Things I have learned whilst painting my bedroom:

I didn't really hate the grey trim like I thought I did. I hated the fact that the (wonderfully) recycled trim was full of nail holes, and that in combination with the barn red floor (really, people? RED?) made me feel like I was living in a horse stall. Which wouldn't have been bad if there had been, yannow, an actual horse involved (minus the manure of course), but no.

Never break the seal on a squeeze tube of wood putty until you're ready to use it. Took my entire body weight on a knee to move it, and considerable digging until POOF the plug shot across the room.

Filling holes takes a lot of time.

Painting takes forever. No. PREPPING to paint, and waiting between coats, takes forever. The actual painting is the shortest part of the project.

Changing the color of the walls, trim and floor while the furniture is in the room (actually, in the middle of changing out the furniture) should be planned out like a battle. Uh... I got part of that right.

I suck at foreseeing how many stages of planning are required... no, that's not fair. I changed my mind mid-stream and decided to paint the floor. Didn't take into consideration HOW that would change the "battle plan." Still not sure about that.

I .. uh... don't do subtle. That or other people are really, really boring with their color choices. I mean if you're gonna paint a room in overcast-and-grey-rainy country, why would you use muted shades (most with blue or grey) like the "color compatibility" chart suggested? Maybe I'm colorblind to subtle, I dunno. I have trouble seeing colors in stars, so maybe so. Anyway, the walls will be apricot and the floor chocolate brown and the trim a pale pale lavender. Starting with dirty cream walls with grey pitted trim and a barn-red floor... should be interesting.

It dawned on me AFTER I bought the paint that I keep repeating the color trio, in various shades, that we used for the exterior of the house. Not sure that's a bad idea, not sure it's a good one, but the rooms are going to be sunnier, anyway.

How do you keep paint off you when you paint? I'm covered. I have a set of clothes -- jeans, socks, shirts -- I keep just for painting. Can point out just about every color I've used in the last 15 years.

Owls

Went for a walk late this afternoon, just before sunset, and interrupted two owls. Big owls. Screeched and hooted. One must have been a juvenile, the other definitely an adult -- that one didn't like me around at all, and flew off with a rabbit (or something that size). The slightly smaller one kept staring at me, and then the ground under it, and then at me, and then at the ground, like s/he expected a rabbit to pop up for it any moment. Didn't budge. When I came back later (it's more a balloon-onna-string than a loop trail) it flew to a nearby tree, and then back to its looking branch after I went by.

I took some pictures with my phone, but, well, that's a situation where a cell phone isn't a camera. Looked a lot like this one although I was like an idiot wearing my reading glasses so I couldn't see the details well. Probably just as well, now that I remember their talons.

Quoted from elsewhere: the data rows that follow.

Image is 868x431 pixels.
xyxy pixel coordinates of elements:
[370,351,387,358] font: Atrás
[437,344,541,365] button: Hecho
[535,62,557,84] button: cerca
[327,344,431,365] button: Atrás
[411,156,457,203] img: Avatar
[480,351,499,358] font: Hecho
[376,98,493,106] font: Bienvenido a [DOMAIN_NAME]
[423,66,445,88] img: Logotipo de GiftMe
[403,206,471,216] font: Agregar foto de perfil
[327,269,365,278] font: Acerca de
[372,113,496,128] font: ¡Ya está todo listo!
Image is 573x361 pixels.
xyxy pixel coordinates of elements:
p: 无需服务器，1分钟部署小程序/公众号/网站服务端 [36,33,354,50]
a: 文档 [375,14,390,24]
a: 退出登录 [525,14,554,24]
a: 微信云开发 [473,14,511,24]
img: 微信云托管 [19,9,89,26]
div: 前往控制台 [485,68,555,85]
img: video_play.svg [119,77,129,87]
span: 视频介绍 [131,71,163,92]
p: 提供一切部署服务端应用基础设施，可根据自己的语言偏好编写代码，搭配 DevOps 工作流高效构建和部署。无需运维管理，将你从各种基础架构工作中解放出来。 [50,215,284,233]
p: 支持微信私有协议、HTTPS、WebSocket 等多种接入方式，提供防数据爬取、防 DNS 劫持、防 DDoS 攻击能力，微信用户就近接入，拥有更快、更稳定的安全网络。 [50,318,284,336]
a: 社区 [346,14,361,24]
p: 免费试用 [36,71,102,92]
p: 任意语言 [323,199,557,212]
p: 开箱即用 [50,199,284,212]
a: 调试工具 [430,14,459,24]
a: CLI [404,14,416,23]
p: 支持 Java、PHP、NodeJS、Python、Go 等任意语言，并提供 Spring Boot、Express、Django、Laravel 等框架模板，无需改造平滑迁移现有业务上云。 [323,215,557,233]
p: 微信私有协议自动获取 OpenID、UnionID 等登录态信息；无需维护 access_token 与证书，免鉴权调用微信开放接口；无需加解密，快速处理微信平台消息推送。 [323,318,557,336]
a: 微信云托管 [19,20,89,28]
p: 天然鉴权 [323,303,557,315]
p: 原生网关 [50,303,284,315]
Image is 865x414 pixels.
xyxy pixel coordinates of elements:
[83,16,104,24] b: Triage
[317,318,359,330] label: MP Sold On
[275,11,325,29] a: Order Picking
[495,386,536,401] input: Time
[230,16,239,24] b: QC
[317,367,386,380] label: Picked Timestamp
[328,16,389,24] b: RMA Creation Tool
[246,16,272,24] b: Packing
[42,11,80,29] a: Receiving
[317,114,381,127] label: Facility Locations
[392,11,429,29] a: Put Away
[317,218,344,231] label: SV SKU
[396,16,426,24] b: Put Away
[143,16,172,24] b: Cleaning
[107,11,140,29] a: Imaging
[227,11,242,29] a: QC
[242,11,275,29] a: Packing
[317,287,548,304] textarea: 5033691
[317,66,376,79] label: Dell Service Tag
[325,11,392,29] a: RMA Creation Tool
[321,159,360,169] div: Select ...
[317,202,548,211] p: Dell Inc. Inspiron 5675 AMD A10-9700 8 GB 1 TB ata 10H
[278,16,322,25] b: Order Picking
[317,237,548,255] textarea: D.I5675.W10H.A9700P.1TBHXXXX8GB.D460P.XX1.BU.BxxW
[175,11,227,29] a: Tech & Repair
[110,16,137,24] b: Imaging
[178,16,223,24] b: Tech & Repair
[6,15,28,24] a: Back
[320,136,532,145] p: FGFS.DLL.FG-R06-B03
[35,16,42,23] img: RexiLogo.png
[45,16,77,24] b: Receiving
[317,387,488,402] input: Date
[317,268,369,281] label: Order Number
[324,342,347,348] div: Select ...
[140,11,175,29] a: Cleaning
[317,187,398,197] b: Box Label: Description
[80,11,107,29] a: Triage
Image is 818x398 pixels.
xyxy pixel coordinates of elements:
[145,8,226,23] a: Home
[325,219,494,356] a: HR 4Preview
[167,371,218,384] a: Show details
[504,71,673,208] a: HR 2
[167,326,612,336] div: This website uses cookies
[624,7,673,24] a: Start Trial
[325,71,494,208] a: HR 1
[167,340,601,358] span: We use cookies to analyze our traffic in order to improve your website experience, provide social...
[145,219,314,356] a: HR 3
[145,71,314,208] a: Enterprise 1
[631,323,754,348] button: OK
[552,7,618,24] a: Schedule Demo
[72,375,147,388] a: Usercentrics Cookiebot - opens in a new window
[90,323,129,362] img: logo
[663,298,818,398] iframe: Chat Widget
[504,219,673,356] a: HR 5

Grew up here, I'm over 50, and I'd never seen an owl in the wild here that I can remember. Was delightful and kind of funny.

Wildlife I've seen this trip: Bald eagle, magpies (I've missed those), cottontail rabbit, Great Blue Heron (one in my neighbor's goldfish pond, oops, umpteen does (it's hunting season and they're flushed and edgy), massive tadpoles and now owls.

Ms Lioness has a sale

Must be nice to have the time, she said

And just like that, I quit meditating. I'd been meditating regularly for months. It was good for me, kept me stable, helped me process some emotional issues. I'd spend a half-hour doing a self-guided visualization meditation and another half-hour writing about it. It wasn't a Buddhist "sit" by any means-- it was more guided imagery with a side of self-psych 101-- but it was incredibly useful.

Then I mentioned it to a friend, an acquaintance, really, with a certain amount of pride.
She said, "Must be nice to have that kind of time."

It burned. It burned because I felt I had the luxury of time and she didn't have. Having things other people don't have has always been a Big Red Button for me. Guilt and shame and a whole lot of stuff packed into my reactions to that. It was like she'd thrown acid on something I saw as an accomplishment and turned it into a steaming pile of shit.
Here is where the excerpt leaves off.